Alex tries to leave, but the man yells to other readers about the "poisonous young swine" who destroyed his valuable books. Alex protests that he has been punished and is reformed, but another old man says that he and all like him should be exterminated like "noisome pests." A "sea"of old men attacks Alex, but he cannot defend himself. Even the old men's blows make him slightly ill. A library attendant calls the police, and the old men expend their energy chasing, kicking, and yelling at Alex until the police arrive to rescue him.

Analysis

Alex is no longer at home in his world. He has lost his room, his place as son, and his role as leader of the gang. In this chapter the losses mount. Andy, the clerk at the record shop who knew Alex's tastes and helped him find recordings, has been replaced by a clerk who knows nothing about classical music. A more profound loss is Alex's ability to enjoy music at all, for Alex a tragic side effect of the treatment. The experience of "lovely Mozart made horrible" drives Alex to suicidal thoughts. He flees to the Korova Milkbar to drink hallucinogen-laced milk. In his visions, he encounters "God or Bog and all His Holy Angels and Saints," who "shook their gullivers [heads]" at him, sending him back from "like heaven." Even in his hallucination, Alex finds no resting place. Critics who point out parallels between Alex and the stories of Christ note that Christ tells his disciples in Luke 9:58 that "the Son of Man has no place to lay his head."

Yet readers must remind themselves that Alex is still immature in some ways. When he thinks of suicide, he is not merely trying to end his pain. He wants to punish those who, to his mind, have let him down. He finds mercy nowhere, so he plots retribution in the only way he can. His death will heap guilt and perhaps sorrow on his parents, clearly. Readers must infer how his death would punish the doctors and the State by depriving them of their prize: a decent former hooligan to parade in front of voters.
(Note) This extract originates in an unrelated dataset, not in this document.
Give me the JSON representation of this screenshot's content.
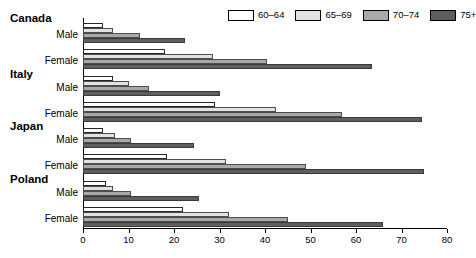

Alex is unmerciful toward those who, in his opinion, have persecuted him. He is also the victim of those who mercilessly refuse to forgive: Joe and the old men in the library in particular. They are not convinced that he is reformed, which draws attention to the novel's themes of free will and conformity. Reformation and repentance require a sincere confession of wrongdoing, remorse for wrong acts, and willingness not to repeat such acts. In other words, repentance requires free will. Not only can Alex not exercise free will, but his thoughts before he controls them to prevent feeling sick are clear. He would like to drag Joe out of his parents' flat, but he cannot. He would like to strike back at the old men, if his conditioning didn't prevent him from doing so. It is not a surprise that his former victims and new antagonists do not buy his apologies. Alex is not reformed or remorseful; only his ability to act is repressed. Without free will, not only can there be no moral choice, as the chaplain suggests, but there can be no real repentance or forgiveness.

Cite This Study Guide

information icon Have study documents to share about A Clockwork Orange? Upload them to earn free Course Hero access!